Sovereigns, supranationals and agencies as well as financials have been at the forefront of the borrowing spree. The need to finance ever-growing debt piles has spurred issuance from public sector borrowers, with the UK being a case in point.
The country’s debt management office raised £4.25 billion ($5.38 billion) through a syndicated debt sale on Tuesday, its first such deal since Chancellor of the Exchequer Rachel Reeves unveiled £40 billion of tax rises and ramped up borrowing last month. Demand passed £65 billion which was the highest ever level of demand for an index-linked gilt offering. Countries such as Belgium, France, Greece, Italy and Spain have also seen record bids for their debt.

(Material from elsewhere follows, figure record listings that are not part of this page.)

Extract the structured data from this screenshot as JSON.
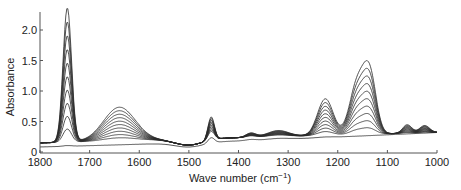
{
  "chart_data": {
    "type": "line",
    "title": "",
    "xlabel": "Wave number (cm⁻¹)",
    "xlabel_base": "Wave number (cm",
    "xlabel_sup": "−1",
    "xlabel_close": ")",
    "ylabel": "Absorbance",
    "xlim": [
      1800,
      1000
    ],
    "ylim": [
      0,
      2.3
    ],
    "x_ticks": [
      1800,
      1700,
      1600,
      1500,
      1400,
      1300,
      1200,
      1100,
      1000
    ],
    "x_tick_labels": [
      "1800",
      "1700",
      "1600",
      "1500",
      "1400",
      "1300",
      "1200",
      "1100",
      "1000"
    ],
    "y_ticks": [
      0,
      0.5,
      1.0,
      1.5,
      2.0
    ],
    "y_tick_labels": [
      "0",
      "0.5",
      "1.0",
      "1.5",
      "2.0"
    ],
    "grid": false,
    "legend": null,
    "series_count": 11,
    "peaks": [
      {
        "center": 1745,
        "width": 12,
        "max_height": 2.2,
        "min_height": 0.02
      },
      {
        "center": 1640,
        "width": 45,
        "max_height": 0.55,
        "min_height": 0.0
      },
      {
        "center": 1455,
        "width": 9,
        "max_height": 0.38,
        "min_height": 0.12
      },
      {
        "center": 1375,
        "width": 14,
        "max_height": 0.07,
        "min_height": 0.02
      },
      {
        "center": 1320,
        "width": 30,
        "max_height": 0.1,
        "min_height": 0.02
      },
      {
        "center": 1225,
        "width": 22,
        "max_height": 0.6,
        "min_height": 0.01
      },
      {
        "center": 1160,
        "width": 22,
        "max_height": 0.85,
        "min_height": 0.0
      },
      {
        "center": 1135,
        "width": 18,
        "max_height": 0.9,
        "min_height": 0.0
      },
      {
        "center": 1060,
        "width": 13,
        "max_height": 0.14,
        "min_height": 0.0
      },
      {
        "center": 1025,
        "width": 14,
        "max_height": 0.12,
        "min_height": 0.0
      }
    ],
    "baseline_start": 0.15,
    "baseline_end": 0.32,
    "series": [
      {
        "name": "spectrum 1",
        "peak_values": {
          "1745": 0.25,
          "1640": 0.1,
          "1455": 0.25,
          "1143": 0.3
        }
      },
      {
        "name": "spectrum 2",
        "peak_values": {
          "1745": 0.4,
          "1640": 0.2,
          "1455": 0.3,
          "1143": 0.45
        }
      },
      {
        "name": "spectrum 3",
        "peak_values": {
          "1745": 0.55,
          "1640": 0.28,
          "1455": 0.35,
          "1143": 0.6
        }
      },
      {
        "name": "spectrum 4",
        "peak_values": {
          "1745": 0.7,
          "1640": 0.35,
          "1455": 0.4,
          "1143": 0.75
        }
      },
      {
        "name": "spectrum 5",
        "peak_values": {
          "1745": 0.9,
          "1640": 0.42,
          "1455": 0.45,
          "1143": 0.9
        }
      },
      {
        "name": "spectrum 6",
        "peak_values": {
          "1745": 1.1,
          "1640": 0.5,
          "1455": 0.5,
          "1143": 1.05
        }
      },
      {
        "name": "spectrum 7",
        "peak_values": {
          "1745": 1.3,
          "1640": 0.57,
          "1455": 0.53,
          "1143": 1.2
        }
      },
      {
        "name": "spectrum 8",
        "peak_values": {
          "1745": 1.5,
          "1640": 0.63,
          "1455": 0.56,
          "1143": 1.35
        }
      },
      {
        "name": "spectrum 9",
        "peak_values": {
          "1745": 1.75,
          "1640": 0.7,
          "1455": 0.59,
          "1143": 1.5
        }
      },
      {
        "name": "spectrum 10",
        "peak_values": {
          "1745": 1.95,
          "1640": 0.75,
          "1455": 0.61,
          "1143": 1.65
        }
      },
      {
        "name": "spectrum 11",
        "peak_values": {
          "1745": 2.2,
          "1640": 0.79,
          "1455": 0.64,
          "1143": 1.85
        }
      }
    ]
  },
  "layout": {
    "plot_left": 40,
    "plot_right": 437,
    "plot_top": 17,
    "plot_bottom": 152,
    "y_per_unit": 61,
    "line_color": "#2a2a2a",
    "axis_color": "#555555"
  }
}
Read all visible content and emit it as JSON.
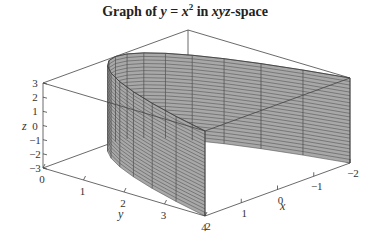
{
  "chart_data": {
    "type": "surface3d",
    "title_parts": {
      "pre": "Graph of ",
      "eq_y": "y",
      "eq_mid": " = ",
      "eq_x": "x",
      "eq_exp": "2",
      "mid": " in ",
      "space": "xyz",
      "post": "-space"
    },
    "equation": "y = x^2",
    "xlabel": "x",
    "ylabel": "y",
    "zlabel": "z",
    "xlim": [
      -2,
      2
    ],
    "ylim": [
      0,
      4
    ],
    "zlim": [
      -3,
      3
    ],
    "x_ticks": [
      2,
      1,
      0,
      -1,
      -2
    ],
    "x_tick_labels": [
      "2",
      "1",
      "0",
      "−1",
      "−2"
    ],
    "y_ticks": [
      0,
      1,
      2,
      3,
      4
    ],
    "y_tick_labels": [
      "0",
      "1",
      "2",
      "3",
      "4"
    ],
    "z_ticks": [
      3,
      2,
      1,
      0,
      -1,
      -2,
      -3
    ],
    "z_tick_labels": [
      "3",
      "2",
      "1",
      "0",
      "−1",
      "−2",
      "−3"
    ],
    "mesh": {
      "x_divisions": 16,
      "z_divisions": 24
    },
    "colors": {
      "surface": "#a8a8a8",
      "mesh": "#3a3a3a",
      "box": "#444444"
    }
  }
}
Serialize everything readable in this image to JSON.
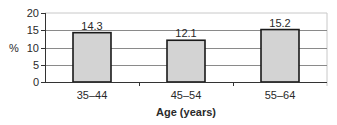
{
  "chart_data": {
    "type": "bar",
    "title": "",
    "xlabel": "Age (years)",
    "ylabel": "%",
    "categories": [
      "35–44",
      "45–54",
      "55–64"
    ],
    "values": [
      14.3,
      12.1,
      15.2
    ],
    "data_labels": [
      "14.3",
      "12.1",
      "15.2"
    ],
    "ylim": [
      0,
      20
    ],
    "yticks": [
      0,
      5,
      10,
      15,
      20
    ],
    "ytick_labels": [
      "0",
      "5",
      "10",
      "15",
      "20"
    ],
    "grid": true,
    "legend": null,
    "colors": {
      "bar_fill": "#d3d3d3",
      "bar_stroke": "#1a1a1a",
      "grid": "#8a8a8a",
      "axis": "#333333",
      "plot_border": "#c8c8c8"
    }
  }
}
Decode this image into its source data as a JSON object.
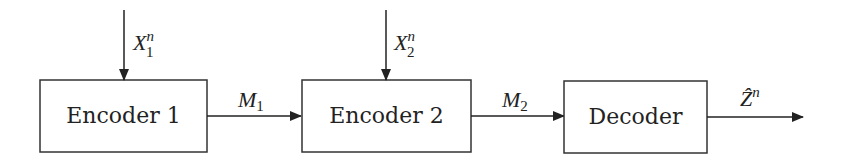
{
  "diagram": {
    "type": "block-diagram",
    "nodes": [
      {
        "id": "encoder1",
        "label": "Encoder 1"
      },
      {
        "id": "encoder2",
        "label": "Encoder 2"
      },
      {
        "id": "decoder",
        "label": "Decoder"
      }
    ],
    "inputs": [
      {
        "to": "encoder1",
        "symbol": "X",
        "sub": "1",
        "sup": "n"
      },
      {
        "to": "encoder2",
        "symbol": "X",
        "sub": "2",
        "sup": "n"
      }
    ],
    "edges": [
      {
        "from": "encoder1",
        "to": "encoder2",
        "symbol": "M",
        "sub": "1"
      },
      {
        "from": "encoder2",
        "to": "decoder",
        "symbol": "M",
        "sub": "2"
      }
    ],
    "output": {
      "from": "decoder",
      "symbol": "Ẑ",
      "sup": "n"
    }
  }
}
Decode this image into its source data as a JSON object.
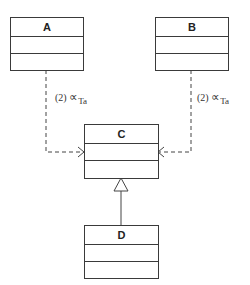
{
  "diagram": {
    "type": "UML class diagram",
    "classes": [
      {
        "id": "A",
        "name": "A"
      },
      {
        "id": "B",
        "name": "B"
      },
      {
        "id": "C",
        "name": "C"
      },
      {
        "id": "D",
        "name": "D"
      }
    ],
    "relations": [
      {
        "from": "A",
        "to": "C",
        "kind": "dependency",
        "label": {
          "index": "(2)",
          "symbol": "∝",
          "subscript": "Ta"
        }
      },
      {
        "from": "B",
        "to": "C",
        "kind": "dependency",
        "label": {
          "index": "(2)",
          "symbol": "∝",
          "subscript": "Ta"
        }
      },
      {
        "from": "D",
        "to": "C",
        "kind": "generalization"
      }
    ],
    "colors": {
      "line": "#3a3a3a",
      "background": "#ffffff"
    }
  }
}
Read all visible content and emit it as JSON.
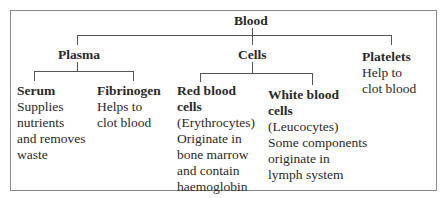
{
  "diagram": {
    "root": {
      "label": "Blood"
    },
    "categories": [
      {
        "label": "Plasma",
        "children": [
          {
            "label": "Serum",
            "description": [
              "Supplies",
              "nutrients",
              "and removes",
              "waste"
            ]
          },
          {
            "label": "Fibrinogen",
            "description": [
              "Helps to",
              "clot blood"
            ]
          }
        ]
      },
      {
        "label": "Cells",
        "children": [
          {
            "label_lines": [
              "Red blood",
              "cells"
            ],
            "description": [
              "(Erythrocytes)",
              "Originate in",
              "bone marrow",
              "and contain",
              "haemoglobin"
            ]
          },
          {
            "label_lines": [
              "White blood",
              "cells"
            ],
            "description": [
              "(Leucocytes)",
              "Some components",
              "originate in",
              "lymph system"
            ]
          }
        ]
      },
      {
        "label": "Platelets",
        "description": [
          "Help to",
          "clot blood"
        ]
      }
    ]
  }
}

The quantum of new sales is striking given that it beats the record set four years ago when borrowers rushed to the market to bolster their finances in the face of the Covid pandemic.
“The massive volumes of issuance in the bond market have been absorbed very easily this year,” said Paula Weisshuber, head of corporate debt capital markets for Europe, Middle East and Africa at Bank of America. “Spreads are at attractive levels and issuers have already been front-loading for 2025.”
Bloomberg’s euro-aggregate corporate investment-grade index has returned 4.67% since the start of the year and Bloomberg’s euro high-yield index 7.42% over the same time period.
Banks and real estate companies have been among those which made the most of near-constant buoyant market conditions to raise new debt.
On Tuesday, Sweden’s Heimstaden Bostad AB sold the first fresh junior debt offering from a property company since late 2021. Last week, Austria’s Raiffeisen Bank International AG raised new capital to replace an Additional Tier 1 bond more than six months after an earlier deal failed.
“Some of this resilience is due to technical factors like positive inflows,” Benjamin Melman, chief investment officer of Edmond de Rothschild Asset Management, wrote in a note.
Sales are likely to be even higher next year and 2026 as high levels of debt become due, said Cem Keltek, credit strategist at Deutsche Bank Research.
“The main risk to that would be a rapidly deteriorating European growth outlook and more comprehensive US tariff threats than the market is anticipating,” Keltek said. “That could weigh on broader market sentiment, shut primary market access temporarily and could also see issuers reevaluate.”
--With assistance from Paul Cohen.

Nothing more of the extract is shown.